Jeffrey Ding, an assistant professor at George Washington University who tracks China’s AI scene, says he’s not surprised to see this level of teamwork. “Whether policymakers on both sides like it or not, the AI systems of the United States and China are inextricably intertwined, and both benefit from this arrangement,” Ding says.
Of course, the analysis oversimplifies the degree to which the United States and China share ideas and talents. Many Chinese-born scholars study in the United States and form lifelong connections with colleagues.
“NeuroIPS itself is an example of international collaboration and a testament to its importance in our field,” Katherine Gorman, a spokeswoman for NeurIPS, said in a statement. “Collaboration between students and advisors often continues long after the student has left their university. You can see these kinds of signs of cross-field collaboration in many places, including professional networks and previous collaborators.”
the Latest issue of WIRED Explores the many ways in which China is shaping the current century. But with US politicians and tech executives using concerns about China’s rise as justification Trenching regulations and Fuel amazing investmentsOur analysis is a good reminder that the world’s two AI superpowers still have a lot to gain from working together.
I used Codex, OpenAI’s code writing model, to help analyze the NeurIPS papers. After writing a script to download all the papers, I used the template to drill down into each one and do some analysis. This included the Codex Alimentarius Commission scripting a search for US and Chinese institutions in the author field for each paper.

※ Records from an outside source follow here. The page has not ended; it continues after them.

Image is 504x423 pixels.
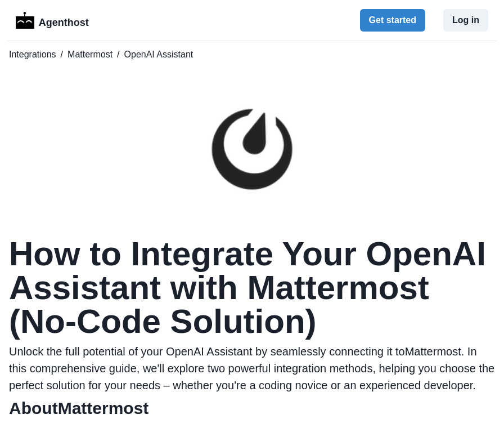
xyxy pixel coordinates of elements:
[117,48,119,61] span: /
[39,11,89,31] p: Agenthost
[9,398,496,418] h2: About Mattermost
[16,12,34,29] img: Logo
[360,9,425,31] button: Get started
[124,48,193,61] span: OpenAI Assistant
[196,93,308,205] img: Mattermost logo for OpenAI Assistant integration
[444,9,488,31] button: Log in
[9,48,56,61] a: Integrations
[9,48,496,61] nav: breadcrumb
[9,237,496,339] h1: How to Integrate Your OpenAI Assistant with Mattermost (No-Code Solution)
[68,48,113,61] a: Mattermost
[9,343,496,393] p: Unlock the full potential of your OpenAI Assistant by seamlessly connecting it to Mattermost . In...
[61,48,63,61] span: /
[16,11,89,31] a: LogoAgenthost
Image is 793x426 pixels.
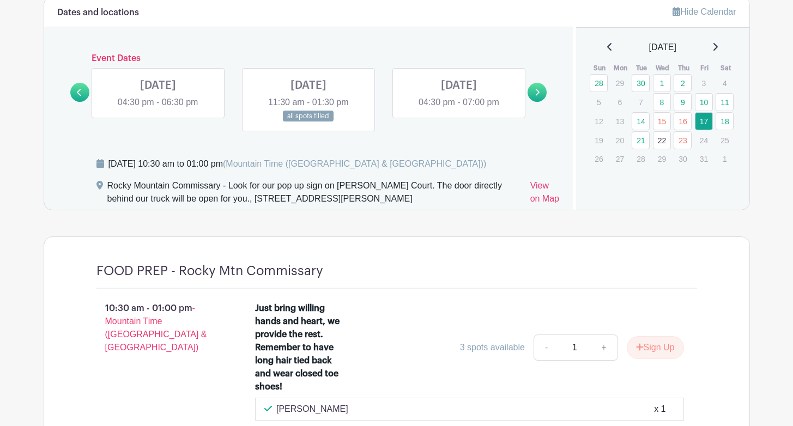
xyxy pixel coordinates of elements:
p: 7 [632,94,650,111]
div: Just bring willing hands and heart, we provide the rest. Remember to have long hair tied back and... [255,302,349,394]
th: Thu [673,63,695,74]
div: Rocky Mountain Commissary - Look for our pop up sign on [PERSON_NAME] Court. The door directly be... [107,179,522,210]
h4: FOOD PREP - Rocky Mtn Commissary [97,263,323,279]
p: 12 [590,113,608,130]
p: 3 [695,75,713,92]
p: 29 [611,75,629,92]
a: 21 [632,131,650,149]
a: 11 [716,93,734,111]
p: 1 [716,150,734,167]
th: Sun [589,63,611,74]
a: 14 [632,112,650,130]
p: [PERSON_NAME] [276,403,348,416]
a: 15 [653,112,671,130]
div: [DATE] 10:30 am to 01:00 pm [108,158,487,171]
th: Wed [653,63,674,74]
a: Hide Calendar [673,7,736,16]
p: 4 [716,75,734,92]
p: 27 [611,150,629,167]
h6: Event Dates [89,53,528,64]
a: 2 [674,74,692,92]
p: 20 [611,132,629,149]
h6: Dates and locations [57,8,139,18]
a: 10 [695,93,713,111]
p: 29 [653,150,671,167]
span: [DATE] [649,41,677,54]
a: 23 [674,131,692,149]
a: 16 [674,112,692,130]
a: 30 [632,74,650,92]
p: 5 [590,94,608,111]
p: 13 [611,113,629,130]
p: 25 [716,132,734,149]
div: 3 spots available [460,341,525,354]
span: - Mountain Time ([GEOGRAPHIC_DATA] & [GEOGRAPHIC_DATA]) [105,304,207,352]
p: 19 [590,132,608,149]
a: 9 [674,93,692,111]
th: Mon [611,63,632,74]
th: Fri [695,63,716,74]
a: 17 [695,112,713,130]
p: 6 [611,94,629,111]
a: 18 [716,112,734,130]
a: 1 [653,74,671,92]
a: View on Map [531,179,560,210]
p: 26 [590,150,608,167]
div: x 1 [654,403,666,416]
p: 31 [695,150,713,167]
th: Tue [631,63,653,74]
a: + [590,335,618,361]
th: Sat [715,63,737,74]
a: 22 [653,131,671,149]
p: 30 [674,150,692,167]
p: 10:30 am - 01:00 pm [79,298,238,359]
a: 8 [653,93,671,111]
button: Sign Up [627,336,684,359]
span: (Mountain Time ([GEOGRAPHIC_DATA] & [GEOGRAPHIC_DATA])) [223,159,486,168]
a: 28 [590,74,608,92]
a: - [534,335,559,361]
p: 24 [695,132,713,149]
p: 28 [632,150,650,167]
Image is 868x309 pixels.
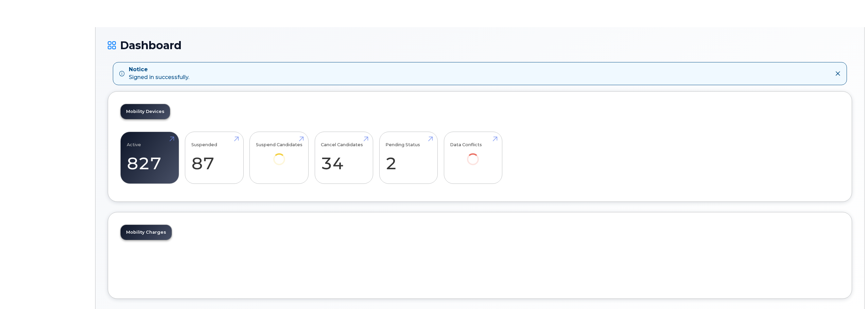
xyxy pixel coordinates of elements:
a: Cancel Candidates 34 [321,136,367,180]
a: Suspended 87 [191,136,237,180]
a: Data Conflicts [450,136,496,174]
a: Mobility Charges [120,225,171,240]
a: Suspend Candidates [256,136,302,174]
a: Mobility Devices [120,104,170,119]
strong: Notice [129,66,189,74]
a: Active 827 [127,136,172,180]
h1: Dashboard [107,39,852,51]
div: Signed in successfully. [129,66,189,82]
a: Pending Status 2 [385,136,432,180]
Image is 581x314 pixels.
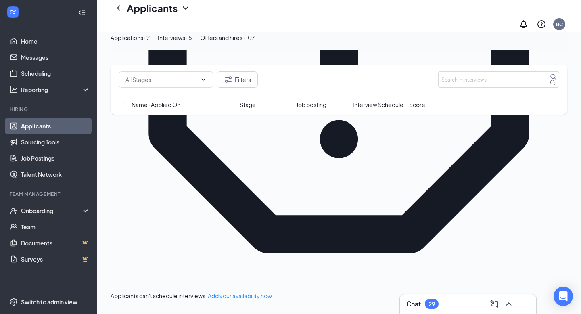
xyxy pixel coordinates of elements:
[111,292,272,299] span: Applicants can't schedule interviews.
[490,299,499,309] svg: ComposeMessage
[519,19,529,29] svg: Notifications
[9,8,17,16] svg: WorkstreamLogo
[21,118,90,134] a: Applicants
[217,71,258,88] button: Filter Filters
[438,71,559,88] input: Search in interviews
[21,65,90,82] a: Scheduling
[10,298,18,306] svg: Settings
[537,19,546,29] svg: QuestionInfo
[21,235,90,251] a: DocumentsCrown
[502,297,515,310] button: ChevronUp
[519,299,528,309] svg: Minimize
[554,287,573,306] div: Open Intercom Messenger
[409,100,425,109] span: Score
[21,150,90,166] a: Job Postings
[224,75,233,84] svg: Filter
[21,207,83,215] div: Onboarding
[158,33,192,42] div: Interviews · 5
[21,219,90,235] a: Team
[517,297,530,310] button: Minimize
[10,86,18,94] svg: Analysis
[488,297,501,310] button: ComposeMessage
[21,166,90,182] a: Talent Network
[10,190,88,197] div: Team Management
[181,3,190,13] svg: ChevronDown
[111,33,150,42] div: Applications · 2
[504,299,514,309] svg: ChevronUp
[200,76,207,83] svg: ChevronDown
[132,100,180,109] span: Name · Applied On
[556,21,563,28] div: BC
[429,301,435,308] div: 29
[127,1,178,15] h1: Applicants
[353,100,404,109] span: Interview Schedule
[21,134,90,150] a: Sourcing Tools
[126,75,197,84] input: All Stages
[21,33,90,49] a: Home
[296,100,326,109] span: Job posting
[200,33,255,42] div: Offers and hires · 107
[10,106,88,113] div: Hiring
[208,292,272,299] a: Add your availability now
[21,251,90,267] a: SurveysCrown
[21,86,90,94] div: Reporting
[78,8,86,17] svg: Collapse
[10,207,18,215] svg: UserCheck
[240,100,256,109] span: Stage
[114,3,123,13] svg: ChevronLeft
[21,298,77,306] div: Switch to admin view
[550,73,557,80] svg: MagnifyingGlass
[406,299,421,308] h3: Chat
[21,49,90,65] a: Messages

The experiment provided a fascinating glimpse into the potential for programming models to automate useful routine tasks. There’s a lot of panic about AI replacing programming jobs, but that’s something I wouldn’t normally have the time or budget to build. I started writing scripts and asking Codex to modify them before asking Codex to perform the analysis itself. This includes the model importing Python libraries, testing different tools, and writing scripts before producing reports for me to examine. The process involved a fair amount of trial and error, and you have to be very careful, because AI models make surprisingly stupid mistakes even when they’re very smart. I had to make sure that each report included a way for me to review the results, and I checked as many as I could manually.